__PROMPT__
An exact transcription of every record is needed, leaving out the pictures.

__SUPPLIED RECORDS__
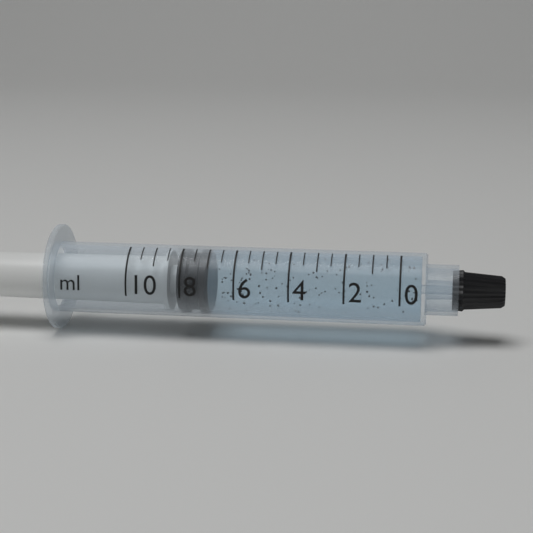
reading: 7.0 ml
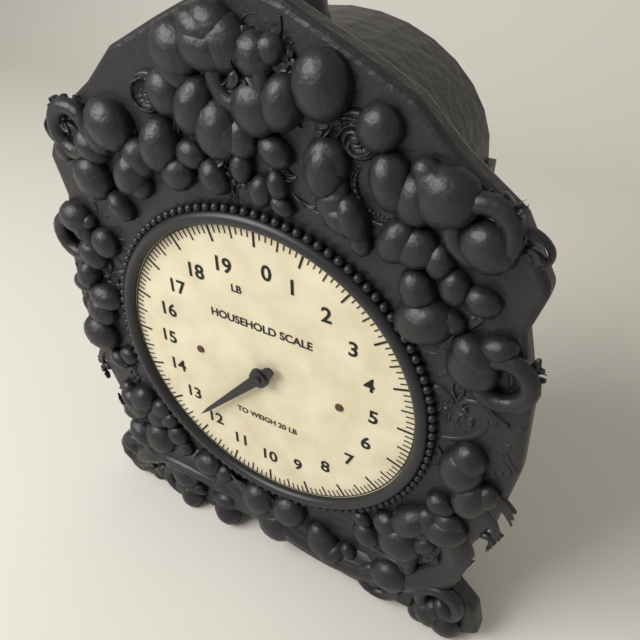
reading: 12.375 lb
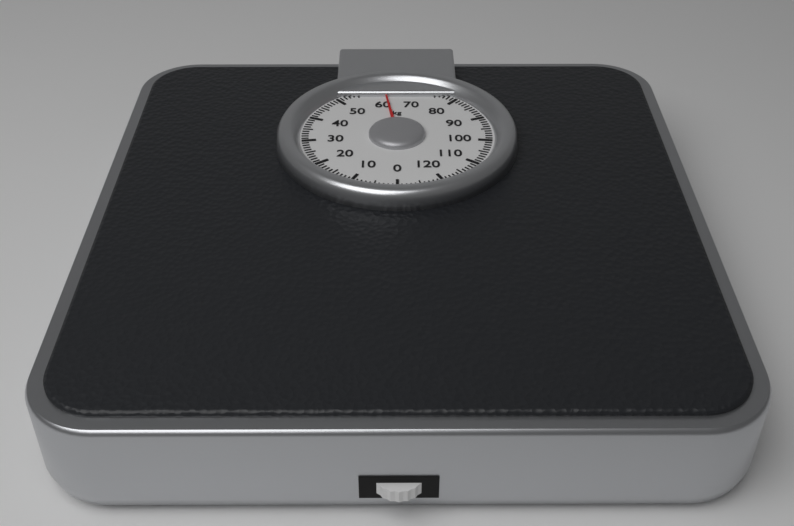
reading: 62 kg
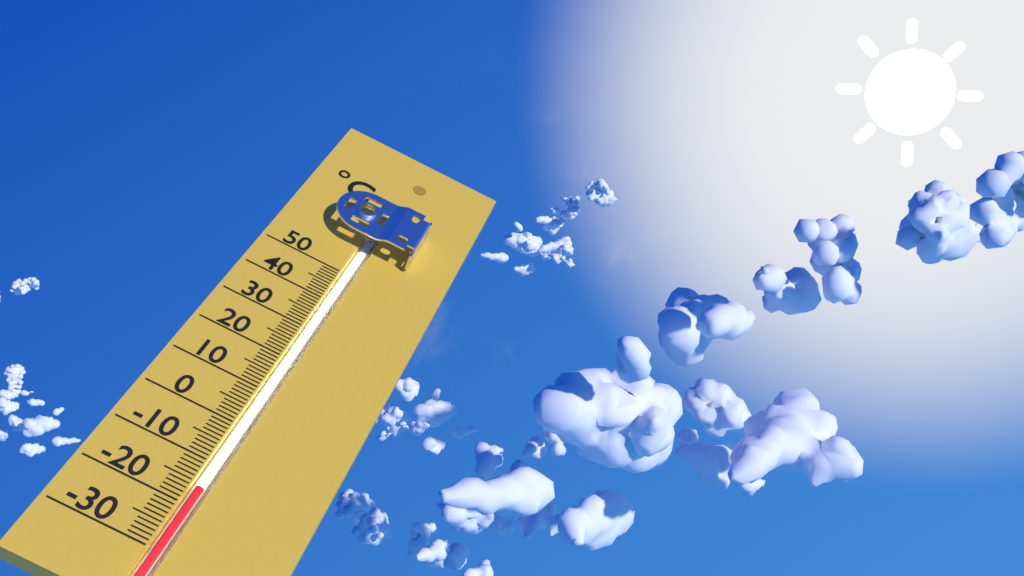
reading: -16 °C
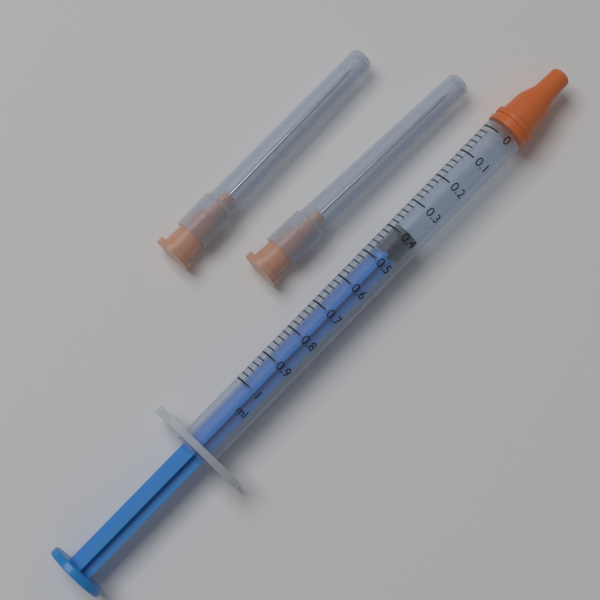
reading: 0.38 ml
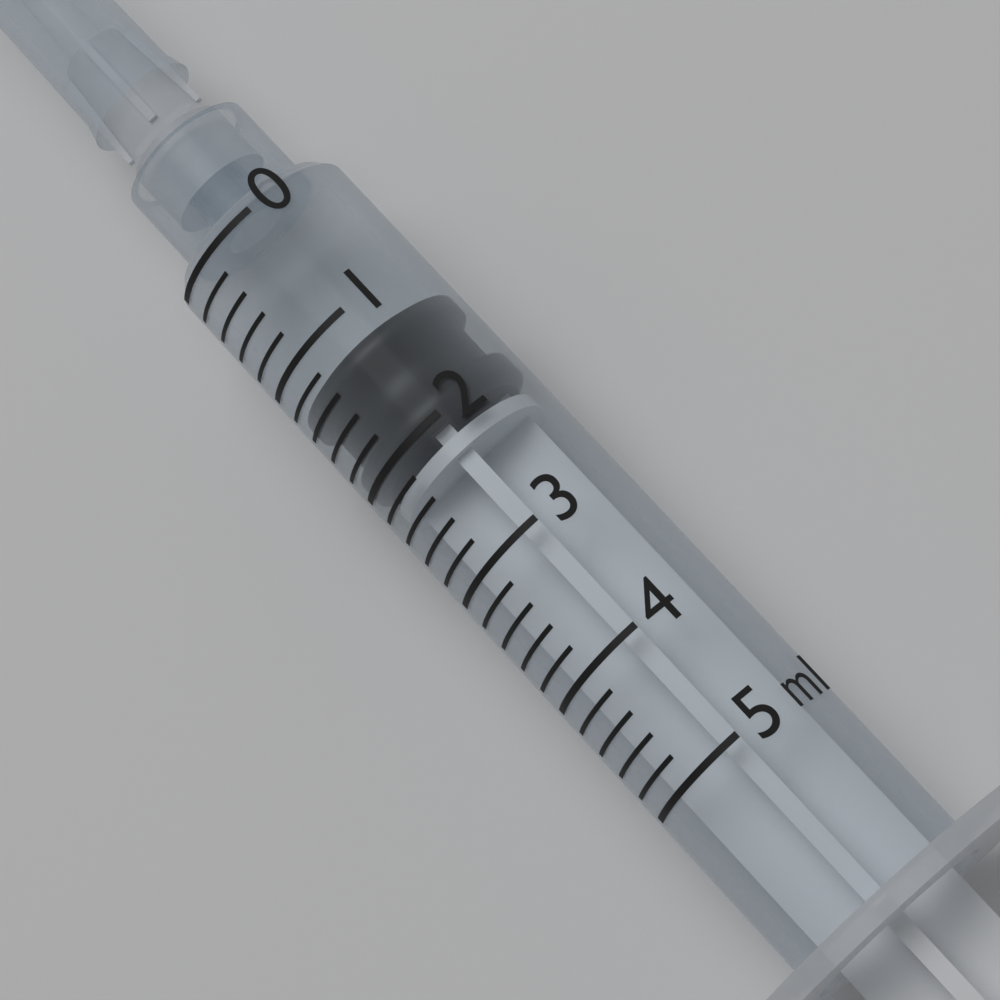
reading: 1.2 ml
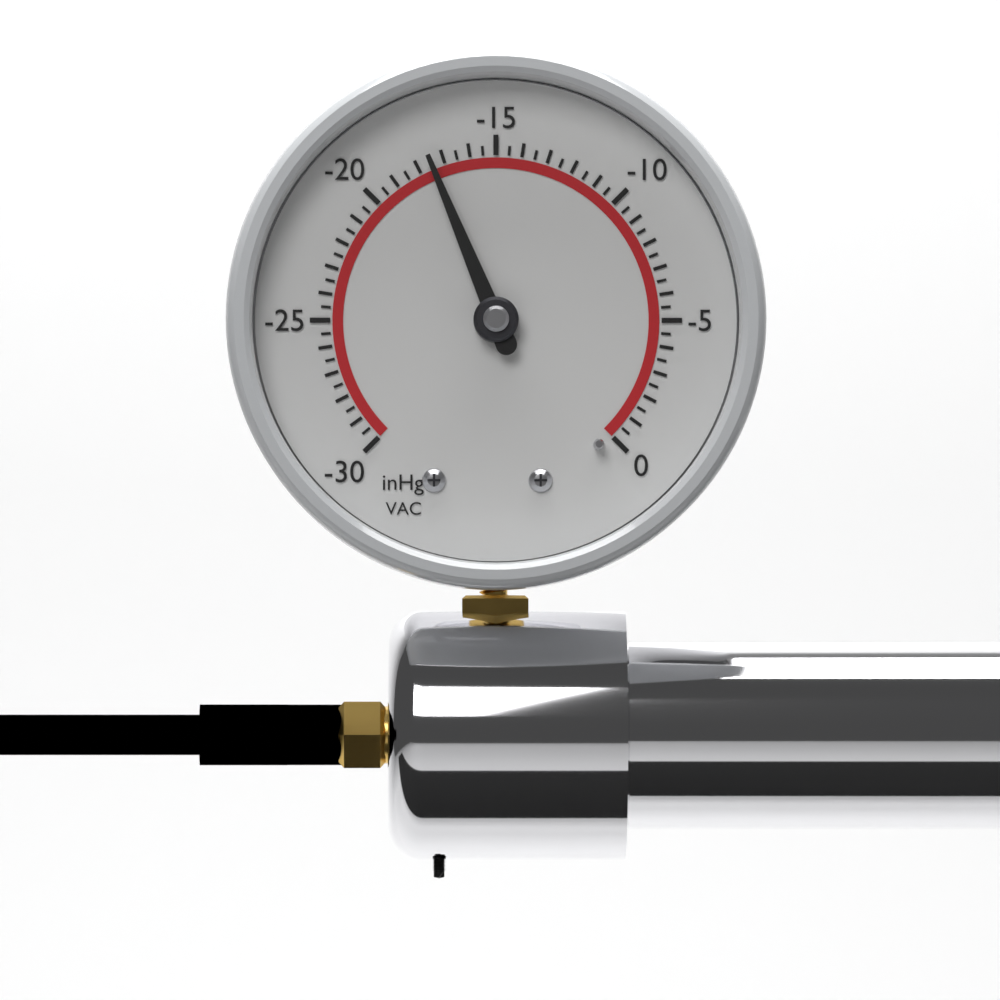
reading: -17.5 inHg
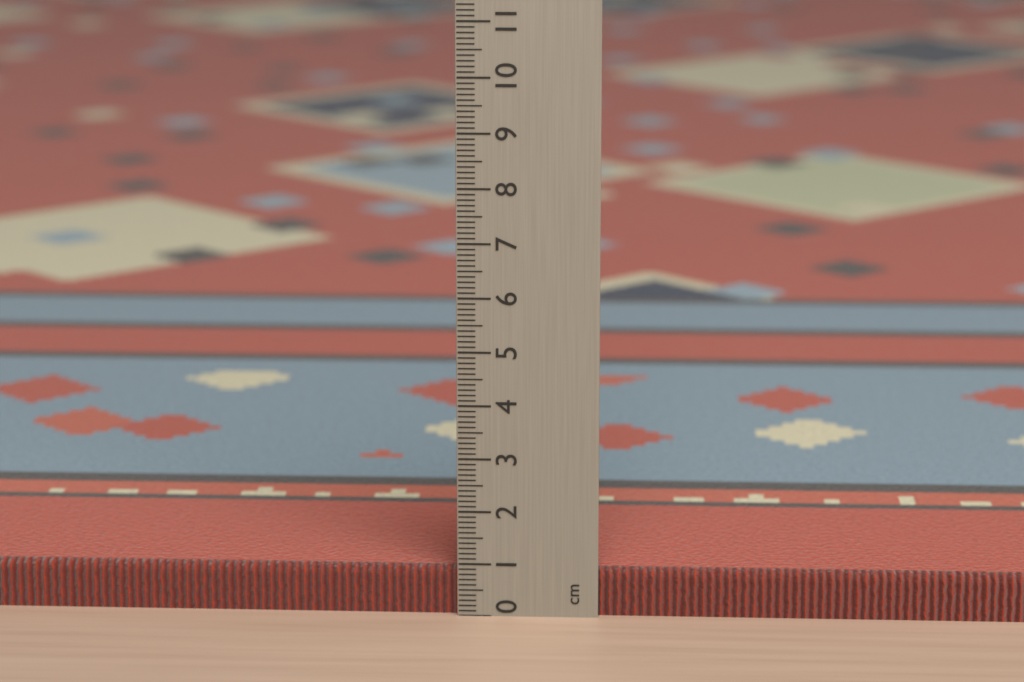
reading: 0.9 cm
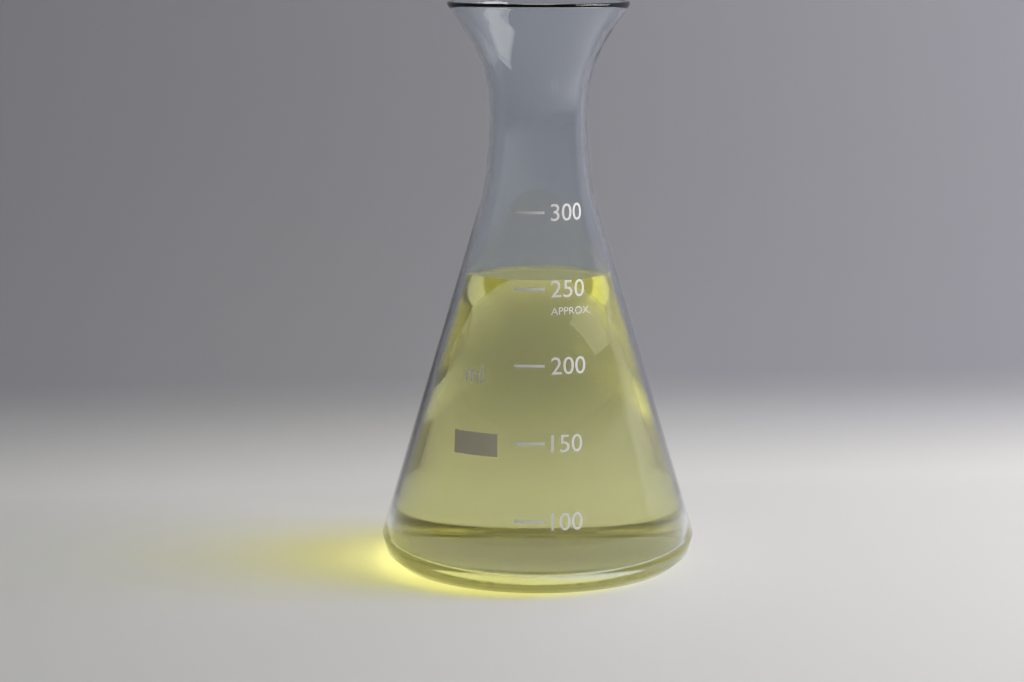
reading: 255 ml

__TASK OUTPUT__
reading: 7.0 ml
reading: 12.375 lb
reading: 62 kg
reading: -16 °C
reading: 0.38 ml
reading: 1.2 ml
reading: -17.5 inHg
reading: 0.9 cm
reading: 255 ml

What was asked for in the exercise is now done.